Saturday, July 23, 2022

The Pink Palace of Peace

It was raining when I woke up this morning. I could hear the rain -- big, fat drops -- and just the rain. It had silenced the traffic, the birds, even the dogs in the park. It sounded a little bit like Peace. I knew it wasn't really peace, because I haven't prepared to teach on Monday or to give a talk on Tuesday or submit a grant review on Wednesday. But for a very short time, it was peaceful. 

And that reminded me all over again of our recent adventure, and our first stop in the adventure: the Pink Palace of Peace. 

Once upon a time, Tim and Jessica and Jonathan went on holiday. It started on a cold gray winter day in Melbourne, with a sky that wasn't raining but looked like it might. Also there were three suitcases, three backpacks, and a taxi. And then after the taxi left, there were some very long airport lines. Very long, winding through the deep part of the airport where the economy airlines live, back behind the shiny counters and tall windows of the Major Airlines. There, in the airport cave, we stood for a very long time, pushing our suitcases inch by inch, rolling our shoulders under our backpacks, fiddling with passports and vaccination papers and itineraries. 
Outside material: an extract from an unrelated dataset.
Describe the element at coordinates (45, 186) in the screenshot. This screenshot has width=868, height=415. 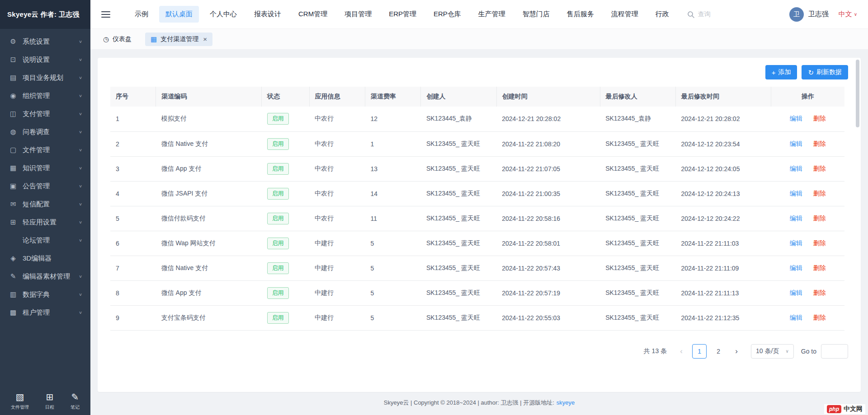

One airport line led to another and to another, and then after a very long time we were able to fold ourselves with 300 other people into a small shiny airplane, bags tucked above, water bottles banging our knees below. With all passengers folded up neatly, the airplane took off into the sky and flew up up up over the vast dark ocean. It flew for hours and hours into the night, and the people stayed folded. The dawn peeked up over the other side of the horizon and the people were still folded. And just as the sun began to rise, after twelve hours over the ocean, the airplane touched down. The people tried to unfold themselves but they ended up somewhat sprawled around the airplane seats. They stumbled out of the airplane into a land where the winter had burned out and it was warm. And their long pants and coats were too hot. But first there were airport lines, snaking around the depths of the airport, and then woefully inadequate toilet situations. And then with three suitcases and three backpacks and three exceedingly more grumpy, if warm, people, there was a shuttle. The shuttle took them away from the airport, through the misty hotel-spotted hills, toward the magical land where the hotels grew tallest of all. 

The airport shuttle dropped them into a magical garden between two hotels. One hotel was white and tall. The other was smaller and pink. A pink palace of a hotel. The people at the pink palace gave them each a welcome necklace made of polished nuts, and let them rescue a summer outfit and a swimming suit from their suitcases, before they took away the bags to keep safely. And they laughed and laughed when our heroes asked if they might be able to check in early, with the laughter of people who deal with too many early morning flights all year long. But as they wiped the tears of laughter from their eyes, they promised to call if a room opened up early. And then chuckled into their fists as our heroes went to find a place to change. 

So. It was very early in the morning. And yet, we found ourselves in a magical oasis. We did, for of course our heroes were us: Tim, Jessica, and Jonathan.


Although we were surrounded on all sides by tall hotels, our hotel opened up into gardens with trees the size of hotels, roots reaching down to the manicured lawns. We found a group of pool chairs, kneeling in morning worship around the hotel pool, and we took three of them, in the back, where the shade was the deepest and thickest. 

 

We nestled the backpacks between us, and reclined the deck chairs all the way down, and put up our legs -- our crooked, twisted legs that had been folded into an airplane for hours and hours and hours. And then we slept.

And above us, the white clouds drifted through the blue sky, and the delicate palm leaves shuddered in the gentle breeze.


And after a while, we awoke, hungry, and we found that the pink palace people don't eat vegan food. But undeterred, two of our heroes went for a walk while the other carried on sleeping -- er, protecting the backpacks. And we found the beach, just a step down from the pool where we had slept all morning. 

And this story is now getting really kind of long and boring. So let's speed it up a little. 

Eventually we were able to check into a room, overlooking the gardens. And we signed up to make flower leis, and bracelets,to learn to hula dance. And by the time the rest of the family arrived, from a different side of the world that only required five hours in an airplane -- and come on, how is that even fair? -- By that time, we were calm and peaceful and happy. 

Making leis.




 Making bracelets. 



Learning to hula. 


And we all lived happily ever after.